The vulnerabilities of the retail banking model are being amplified by three trends that are reshaping the competitive environment. Firstly, consumers want more digital offerings and superior customer experiences (CX). Secondly, Neobanks have taken away market share from traditional banks’ revenue streams. And lastly, shifting in scale advantages from branches to innovation.
The contemporary constellation of beliefs and practices around retail banking is not sustainable. Banks must reimagine themselves in a world driven by generative AI tools. To thrive in the new normal, banks must rearticulate their value proposition, by simultaneously simplifying and upgrading their customer experience (CX) and creating value through Linked Data and Open Finance.
Open Finance refers to the consensual access and reuse of client data across a range of financial services. This would enable third-party access for a wide variety of financial sectors and products using data lakes, new platform architectures, and data cooperatives, in line with data protection and privacy rules. It would be based on the principle that users of financial services own and control the data they supply and the data created on their behalf.
Open Finance nurtures competition by de-monopolising data and improving data flows, while also encouraging the emergence of competitive and tailored financial products. However, Open Finance, unlike Open Banking, is not regulated by any legal framework. This is of concern as it unlocks much more data than Open Banking.
Innovation can be propelled through the development of new products and services in the banking and payments sector and even beyond. Such arrangements can provide a secure, controlled, and expedient operating environment to allow banks and FinTechs or other third-party service providers to collaborate and develop innovative and integrated banking services. This in turn will improve client experiences while keeping up with international developments in the delivery of modern banking services.
Open Finance scaffolds a much larger scale than Open Banking. It allows authorised third-party service providers to access a wider range of client data from various accounts, including savings, pensions, investments, insurance, mortgage, and more. This data could be curated to offer personalised financial services and custom-made products.
In the UK, The Financial Conduct Authority (FCA) is the regulator for a collective of over 50,000 financial services firms and markets. Protected consumer data-sharing is a prime objective of the UK Government’s National Data Strategy. The FCA is unwavering in its commitment to deliver a Smart Data initiative by facilitating changes to the legislative and regulatory frameworks. Forward-leaning proposals for this framework clear an operational pathway for a phased Open Finance implementation by 2024.
Open Banking in the EU came into law as part of the Revised Payment Services Directive (PSD2) but savings, investments, mortgages, and pensions all fall outside its remit. This suggests that a PSD3 is necessary. The PSD2 allows existing and new service providers to offer their services within a clear legal framework while ensuring a high level of data security, privacy, and consumer protection. The EU will propose new Open Finance legislation in the second quarter of 2023, with the aim of promoting data sharing in the financial sector beyond payment data access. By 2024, the Open Finance Framework should be in place.
The US financial system is a behemoth that presents outsized challenges for an Open Finance framework. The market has over 10,000 financial institutions. The execution of bilateral data access agreements among data aggregators is an overwhelming logistical challenge.
The government of Canada has tabled proposed legislation related to data portability. In the case of the US, there are no specific federal regulations regarding data portability. The Dodd-Frank Act, Section 1 033, only states that “information shall be made available in an electronic form usable by consumers.”
Across Latin America, the rollout of Open Banking is progressing at different speeds in different countries. In Mexico, legislation states that a users’ personal transaction data can only be shared with precise authorisation. In Brazil, a prototype of central bank supervision, regulation, and authorisation of participating institutions exists. Large and medium-sized banks are required to connect to the Open Finance initiative.
Across the Asia-Pacific region, Open Banking is advancing with a variability of approaches across different nation-states. Some initiatives are market-led, some regulator-led, and others are hybrids. In Australia, Open Banking is part of a wider Consumer Data Rights regime that will be extended to other sectors such as energy and telecommunications.
With APAC’s largest population of underbanked citizens, India has the ultimate Open Banking prospect in the region. India has initiated an account aggregation framework. This is a financial data-sharing platform to ease the accessibility of financial data.
Bank Indonesia (BI), in 2019, put in place its “Indonesia Payment Systems Blueprint 2025,” laying out five key focal points: Open Banking; retail payment systems; financial market infrastructure; data; and regulation, licensing, and supervision. Saudi Arabia has published its Open Banking Framework and the UAE is making progress. Oman launched an Open API strategy, and Bahrain has adopted an Open Banking framework. The Dubai Financial Services Authority has introduced licences for Account Information Service (AIS) and Payment Initiation Service (PIS) activities. Saudi Arabia has mandated Open Banking as part of its “Vision 2030 Reform Plan”.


*Task to complete:* Each line of the records is to be returned verbatim, with the images omitted.

Extracts from a graphics dataset
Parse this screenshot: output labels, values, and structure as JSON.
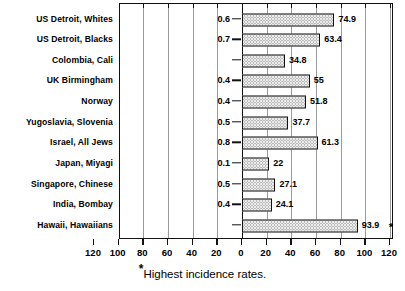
{
  "chart_data": {
    "type": "bar",
    "title": "",
    "subtitle": "",
    "orientation": "horizontal",
    "style": "bidirectional-paired-bar",
    "xlabel": "",
    "ylabel": "",
    "grid": true,
    "legend": null,
    "axis": {
      "left_range": [
        120,
        0
      ],
      "right_range": [
        0,
        120
      ],
      "tick_step": 20,
      "tick_labels": [
        "120",
        "100",
        "80",
        "60",
        "40",
        "20",
        "0",
        "20",
        "40",
        "60",
        "80",
        "100",
        "120"
      ],
      "tick_values": [
        -120,
        -100,
        -80,
        -60,
        -40,
        -20,
        0,
        20,
        40,
        60,
        80,
        100,
        120
      ]
    },
    "categories": [
      "US Detroit, Whites",
      "US Detroit, Blacks",
      "Colombia, Cali",
      "UK Birmingham",
      "Norway",
      "Yugoslavia, Slovenia",
      "Israel, All Jews",
      "Japan, Miyagi",
      "Singapore, Chinese",
      "India, Bombay",
      "Hawaii, Hawaiians"
    ],
    "series": [
      {
        "name": "left-value",
        "side": "left",
        "values": [
          0.6,
          0.7,
          null,
          0.4,
          0.4,
          0.5,
          0.8,
          0.1,
          0.5,
          0.4,
          null
        ],
        "labels": [
          "0.6",
          "0.7",
          "",
          "0.4",
          "0.4",
          "0.5",
          "0.8",
          "0.1",
          "0.5",
          "0.4",
          ""
        ]
      },
      {
        "name": "right-value",
        "side": "right",
        "values": [
          74.9,
          63.4,
          34.8,
          55,
          51.8,
          37.7,
          61.3,
          22,
          27.1,
          24.1,
          93.9
        ],
        "labels": [
          "74.9",
          "63.4",
          "34.8",
          "55",
          "51.8",
          "37.7",
          "61.3",
          "22",
          "27.1",
          "24.1",
          "93.9"
        ]
      }
    ],
    "annotations": [
      {
        "name": "highest-incidence-marker",
        "symbol": "*",
        "attached_to": "Hawaii, Hawaiians"
      }
    ]
  },
  "footnote": {
    "star": "*",
    "text": "Highest incidence rates."
  },
  "colors": {
    "bar_fill": "#ebebeb",
    "bar_stipple": "#8c8c8c",
    "bar_border": "#111111",
    "axis": "#111111",
    "grid": "#9a9a9a",
    "text": "#000000",
    "background": "#ffffff"
  }
}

*Response:*
Parse this screenshot: output labels, values, and structure as JSON.
{
  "chart_data": {
    "type": "bar",
    "title": "",
    "subtitle": "",
    "orientation": "horizontal",
    "style": "bidirectional-paired-bar",
    "xlabel": "",
    "ylabel": "",
    "grid": true,
    "legend": null,
    "axis": {
      "left_range": [
        120,
        0
      ],
      "right_range": [
        0,
        120
      ],
      "tick_step": 20,
      "tick_labels": [
        "120",
        "100",
        "80",
        "60",
        "40",
        "20",
        "0",
        "20",
        "40",
        "60",
        "80",
        "100",
        "120"
      ],
      "tick_values": [
        -120,
        -100,
        -80,
        -60,
        -40,
        -20,
        0,
        20,
        40,
        60,
        80,
        100,
        120
      ]
    },
    "categories": [
      "US Detroit, Whites",
      "US Detroit, Blacks",
      "Colombia, Cali",
      "UK Birmingham",
      "Norway",
      "Yugoslavia, Slovenia",
      "Israel, All Jews",
      "Japan, Miyagi",
      "Singapore, Chinese",
      "India, Bombay",
      "Hawaii, Hawaiians"
    ],
    "series": [
      {
        "name": "left-value",
        "side": "left",
        "values": [
          0.6,
          0.7,
          null,
          0.4,
          0.4,
          0.5,
          0.8,
          0.1,
          0.5,
          0.4,
          null
        ],
        "labels": [
          "0.6",
          "0.7",
          "",
          "0.4",
          "0.4",
          "0.5",
          "0.8",
          "0.1",
          "0.5",
          "0.4",
          ""
        ]
      },
      {
        "name": "right-value",
        "side": "right",
        "values": [
          74.9,
          63.4,
          34.8,
          55,
          51.8,
          37.7,
          61.3,
          22,
          27.1,
          24.1,
          93.9
        ],
        "labels": [
          "74.9",
          "63.4",
          "34.8",
          "55",
          "51.8",
          "37.7",
          "61.3",
          "22",
          "27.1",
          "24.1",
          "93.9"
        ]
      }
    ],
    "annotations": [
      {
        "name": "highest-incidence-marker",
        "symbol": "*",
        "attached_to": "Hawaii, Hawaiians"
      }
    ]
  },
  "footnote": {
    "star": "*",
    "text": "Highest incidence rates."
  },
  "colors": {
    "bar_fill": "#ebebeb",
    "bar_stipple": "#8c8c8c",
    "bar_border": "#111111",
    "axis": "#111111",
    "grid": "#9a9a9a",
    "text": "#000000",
    "background": "#ffffff"
  }
}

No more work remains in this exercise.